A fragment shader uses two atomic counters. It may or may not increment the first and may or may not increment the second (but never both). Before so modifying the counters, however, their current values are always read and –if the counters are then later modified– those previously read values used for some custom logic. All this happens in a (most likely unrollable) loop.
Envision a flow roughly like this:
- in some small unrollable loop, say FOR 0-20 (compile-time resolvable const)…
- get counter values for AC1 and AC2
- check some value:
- if x: set texel in uimage1D_A at index AC1, increment AC1
- else: set texel in uimage1D_B at index (imgwidth-AC2-1), increment AC2
Question: the shader queries the current counter value — does it always get the “most current” value? Do I lose the massive parallelism of fragment shaders here (speaking in terms of of current-generation and future GPUs and drivers only)?
As for the branching (if x) — I compare a texel in another (readonly restrict uniform) uimage1D to a (uniform) uint. So one operand is definitely a uniform scalar, but the other is an imageLoad().x although the image is uniform — is this sort of branching still “fully parallelized”? You can see both branches are each exactly two, almost identical instructions. Assuming a “perfectly optimizing” GLSL compiler, is this kind of branching likely introducing a stall?
Atomic counters are atomic. But each atomic operation is atomic only for that operation.
So, if you want to ensure that every shader gets a unique value from a counter, then every shader must access that counter only with
atomicCounterIncrement(orDecrement, but they must all use the same one).The correct way to do what you’re suggesting is:
atomicCounterIncrement(AC1), storing the value returned.atomicCounterIncrement(AC2), storing the value returned.Your “fetch and later increment” strategy is a race condition waiting to happen. It doesn’t matter if it’s “fully parallelized” because it’s broken. You need it to work before wondering if it’s going to be fast.
I would strongly advise getting familiar with atomics and threading on CPUs before trying to tackle GPU stuff. This is a common mistake made by novices when working with atomics. You need to be a threading expert (or at least intermediate-level) if you want to use successfully GLSL atomics and image load/store.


Check every line of the data for the string "center" and copy the ones that have it.

* [Information shown]
- Opening Delimiter -
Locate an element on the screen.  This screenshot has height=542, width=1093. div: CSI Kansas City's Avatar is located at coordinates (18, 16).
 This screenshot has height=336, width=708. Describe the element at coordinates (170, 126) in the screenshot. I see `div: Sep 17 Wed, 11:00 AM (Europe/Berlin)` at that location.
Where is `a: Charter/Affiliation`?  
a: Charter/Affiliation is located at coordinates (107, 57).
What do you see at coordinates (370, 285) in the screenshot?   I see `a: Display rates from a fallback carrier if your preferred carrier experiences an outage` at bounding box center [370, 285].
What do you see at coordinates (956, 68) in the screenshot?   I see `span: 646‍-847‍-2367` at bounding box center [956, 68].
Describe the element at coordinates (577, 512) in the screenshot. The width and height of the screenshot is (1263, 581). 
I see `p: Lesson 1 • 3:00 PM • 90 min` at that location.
- Closing Delimiter -
- Opening Delimiter -
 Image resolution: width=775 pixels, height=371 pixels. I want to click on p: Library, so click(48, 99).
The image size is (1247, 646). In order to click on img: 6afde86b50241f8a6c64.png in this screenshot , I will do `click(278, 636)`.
- Closing Delimiter -
- Opening Delimiter -
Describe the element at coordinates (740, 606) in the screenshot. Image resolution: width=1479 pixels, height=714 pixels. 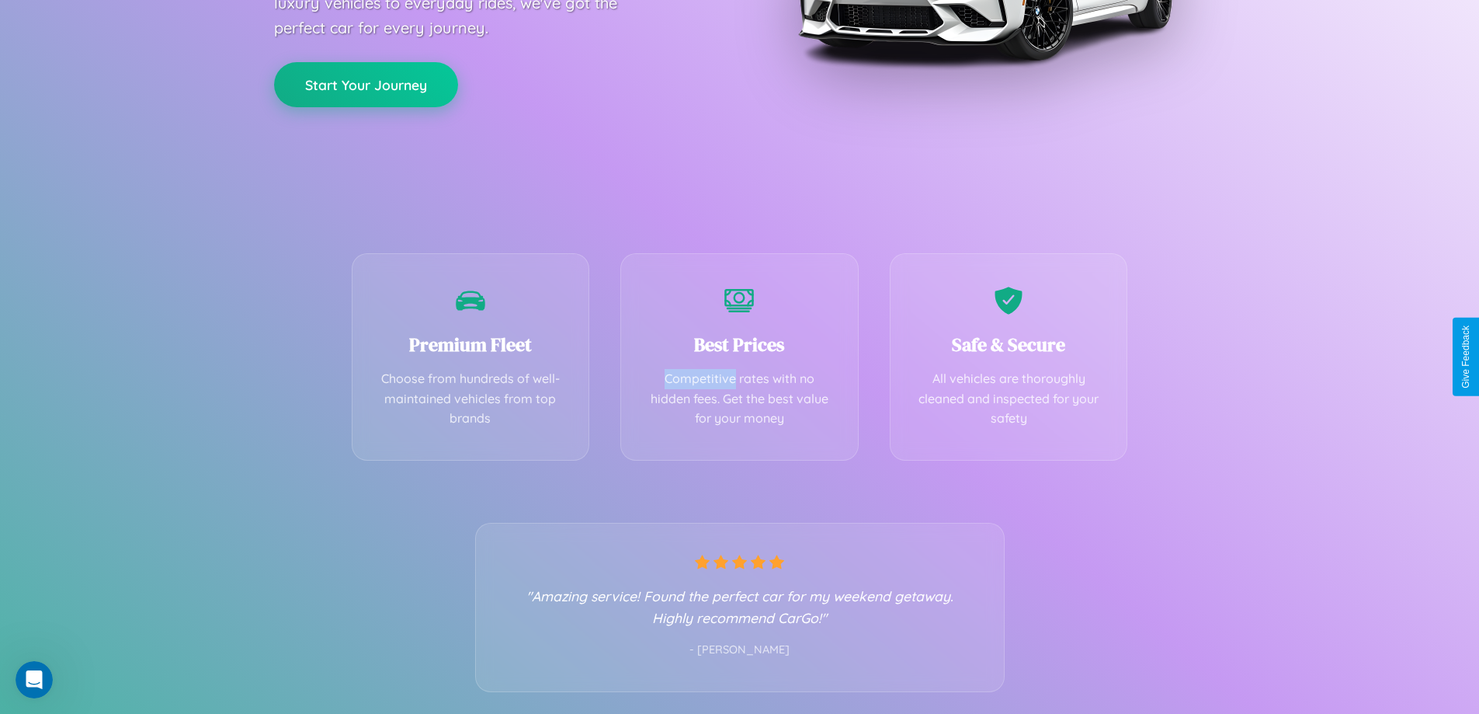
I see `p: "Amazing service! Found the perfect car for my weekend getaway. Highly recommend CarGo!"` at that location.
- Closing Delimiter -
* [Result for this exercise]
What do you see at coordinates (370, 285) in the screenshot?   I see `a: Display rates from a fallback carrier if your preferred carrier experiences an outage` at bounding box center [370, 285].
What do you see at coordinates (956, 68) in the screenshot?   I see `span: 646‍-847‍-2367` at bounding box center [956, 68].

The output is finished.